Archive

Changing Planes Can Kill You

In the wake of the Yemen crash, Clive Irving says, don’t be fooled: If you are making a long-distance flight on a reputable carrier but are connecting to a smaller airline, check that airline.

articles/2009/07/01/changing-planes-can-kill-you/irving-changing-planes_35177_w0jwfy
articles/2009/07/01/changing-planes-can-kill-you/irving-changing-planes_35177_agkrvn

The sole survivor of the plane crash in the Indian Ocean, a 14-year-old girl, lived by holding on to wreckage in the cold water. "She couldn't feel anything," her father said. (Read more here.) In the wake of the incident, Daily Beast aviation expert Clive Irving warns: If you are making a long-distance flight on a reputable carrier but are connecting to a smaller airline, check that airline.

Reports that the black boxes from the Yemeni Airways Airbus 310 that crashed in the Comoros Islands yesterday have been found should, at least, show whether there was a technical failure in the plane or whether it was a case of pilot error.

There are precursors to this accident from the 1990s. The Yemeni A310 was making its second attempt to land in bad weather when it went down. Three crashes, all in Asia, from the 1990s involving two A300s and one A310 (essentially the same planes with different size cabins) killed a total of 462 people. In each case, pilots mishandled landings. In the last of these, in December 1998, a Thai Airways A310 flying from Bangkok to the provincial capital of Surat Thani crashed while making its third attempted approach in low clouds and driving rain—conditions not dissimilar to those the Yemeni A310 encountered. One hundred and two of the 146 people aboard died, including the two pilots.

ADVERTISEMENT

Some people who had flown in this same plane previously talked of it being as decrepit as a cattle car.

In all of these accidents the Airbuses were in a sharp, nose-up stall when the pilots lost control.

It was to make this kind of pilot error impossible that Airbus developed its next generation of fully automated cockpit. With this technology they applied the principle of what is called a “protected” system. If pilots attempted to fly the airplane out of its controllable attitudes, as in a sharp nose-up stall, the computers would not allow it and they would, instead, keep the airplane stable as it made its approach, whatever the challenges. And so it proved: The number of accidents in which airliners flew into the ground on approach markedly declined. Ironically, this is the same automation system that is now suspected of having a role in the crash of Air France Flight 447, due to faulty gauges rather than the system itself, and at cruise altitude, not on approach.

The Yemeni A310 was 19 years old. Properly maintained, this would not have been an unsafe airplane, although it was lacking the more sophisticated flight controls. In fact, the A310 that went down Monday had, according to French authorities, been banned from French air space because of its poor condition.

As I reported Tuesday, Yemeni Airways was on the European Union’s watch list, a candidate for its black list that includes more than 160 airlines worldwide. This crash exposes a serious loophole in that regime. The flight from Paris to Yemen was made on an A330, a far younger airplane and presumably one that passed French inspections. But the passengers bound for the Comoros changed planes in Yemen to the A310. Some people who had flown in this same plane previously talked of it being as decrepit as a cattle car.

So the moral is: If you are making a long-distance flight on a reputable carrier but are connecting to a smaller airline, check that airline. For example, if you are bound for Bangkok, make sure you are not booked on OneTwoGo—it’s on the European blacklist. And if you are bound for Jakarta, don’t fly on any Indonesian-based carrier. All 50 of them are on the list.

Xtra Insight: The Daily Beast's Clive Irving: Airlines You Should Avoid

Clive Irving is senior consulting editor at Condé Nast Traveler, specializing in aviation.

Got a tip? Send it to The Daily Beast here.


### WORK INSTRUCTION
Within the data that follows, set down exactly the lines from the one containing "Could you detect" through the one containing "Return 'food' detection", both ends included.

### EXTRACTED DATA
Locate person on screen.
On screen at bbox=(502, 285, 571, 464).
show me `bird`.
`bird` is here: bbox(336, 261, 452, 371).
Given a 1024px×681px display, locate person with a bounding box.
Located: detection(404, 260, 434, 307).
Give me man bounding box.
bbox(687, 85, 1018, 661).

---

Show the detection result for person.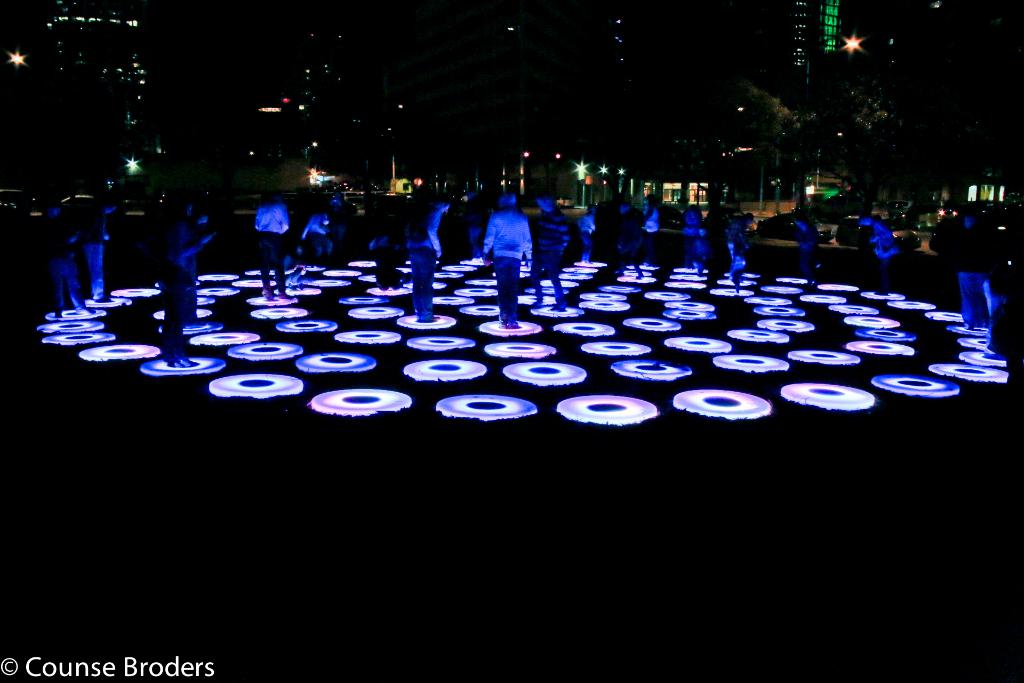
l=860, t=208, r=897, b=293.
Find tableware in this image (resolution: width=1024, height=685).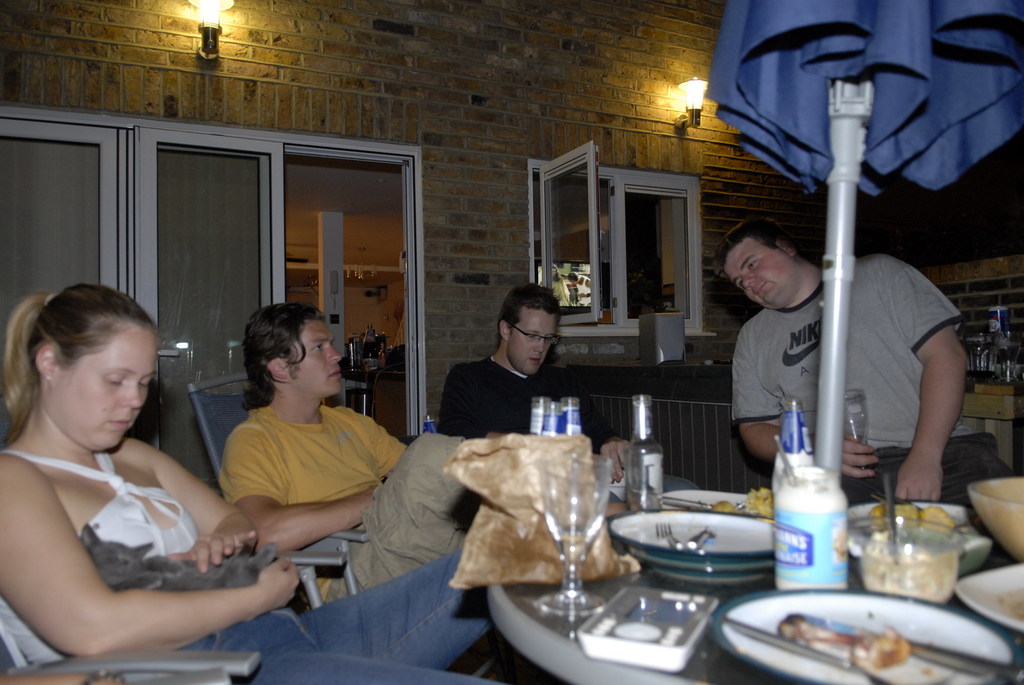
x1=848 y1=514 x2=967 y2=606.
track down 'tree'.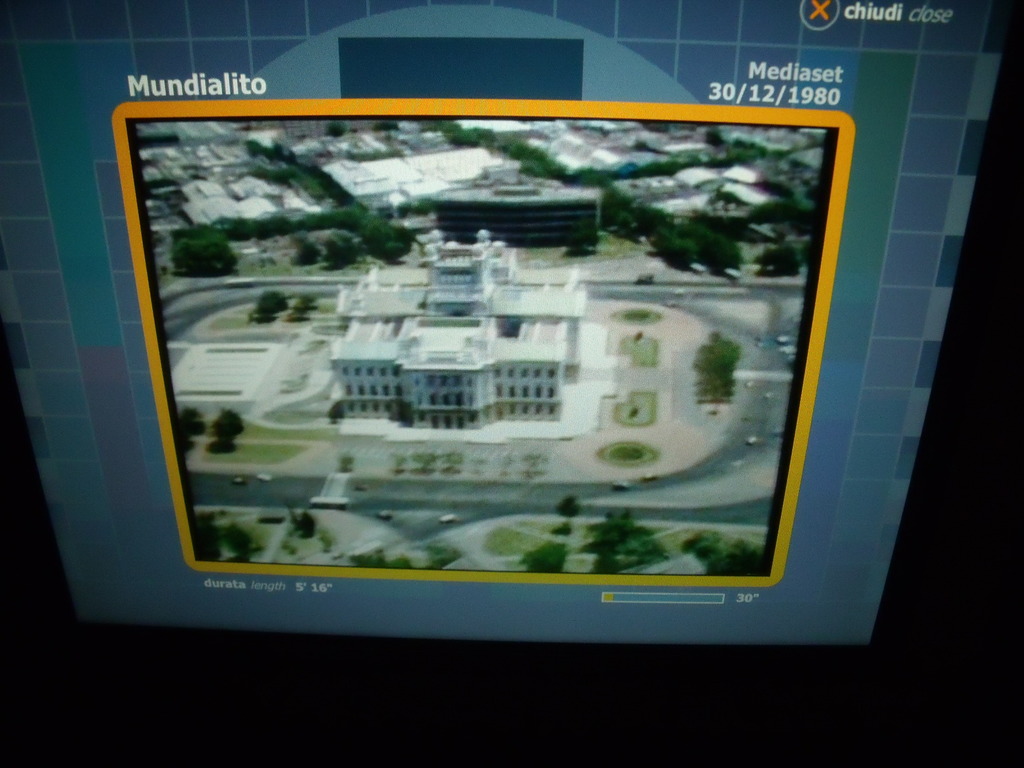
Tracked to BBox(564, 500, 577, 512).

...

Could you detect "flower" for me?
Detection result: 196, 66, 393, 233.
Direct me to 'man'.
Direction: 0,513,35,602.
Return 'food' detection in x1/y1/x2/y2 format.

### RESPONSE AREA
Could you detect "flower" for me?
Detection result: 196, 66, 393, 233.
Direct me to 'man'.
Direction: 0,513,35,602.
Return 'food' detection in x1/y1/x2/y2 format.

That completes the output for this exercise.